Whose stubborn bowels scorned to yield,

Until their gallants were half killed:

But when their bones were drubbed so sore

They durst not win one combat more,

The ladies’ hearts began to melt,

Subdued by blows their lovers felt.

So Spanish heroes with their lances

At once wound bulls and ladies’ fancies.”

However willing a knight may have been to do homage to his lady, the latter, if she truly regarded the knight, never allowed his homage to her to be paid at the cost of injury to his country’s honor or his own. An instance of this is afforded us in the case of Bertrand de Guesclin. There never was man who struck harder blows when he was a bachelor; but when he went a wooing, and still more after he had wed the incomparable Tiphania, he lost all care for honor in the field, and had no delight but in the society of his spouse. The lady, however, was resolved that neither his sword nor his reputation should acquire rust through any fault or beauty of hers. She rallied him soundly on his home-keeping propensities, set them in contrast with the activity of his bachelor-days, and the renown acquired by it, and forthwith talked him out of her bower and into his saddle.

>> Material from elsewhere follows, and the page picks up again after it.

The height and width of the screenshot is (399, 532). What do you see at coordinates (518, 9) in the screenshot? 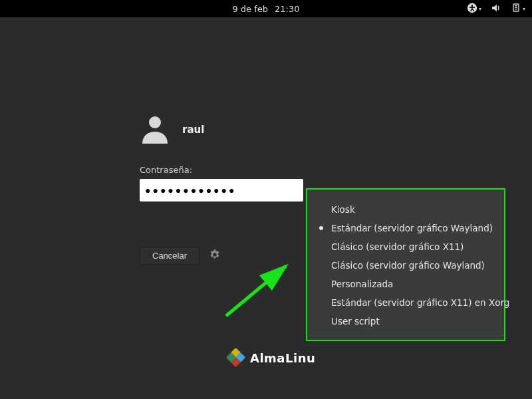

The English did not profit by the lady’s eloquence, for our forefathers never had a more gallant or more difficult adversary to deal with than Bertrand. Living, his name was a terror to them; and dying, he had the sympathy of those who had been his foes. Charles V. made him Constable of France, and appointed him a grave at the foot of his own royal tomb. De Guesclin would never have been half the man he was but for the good sense of his wife Tiphania.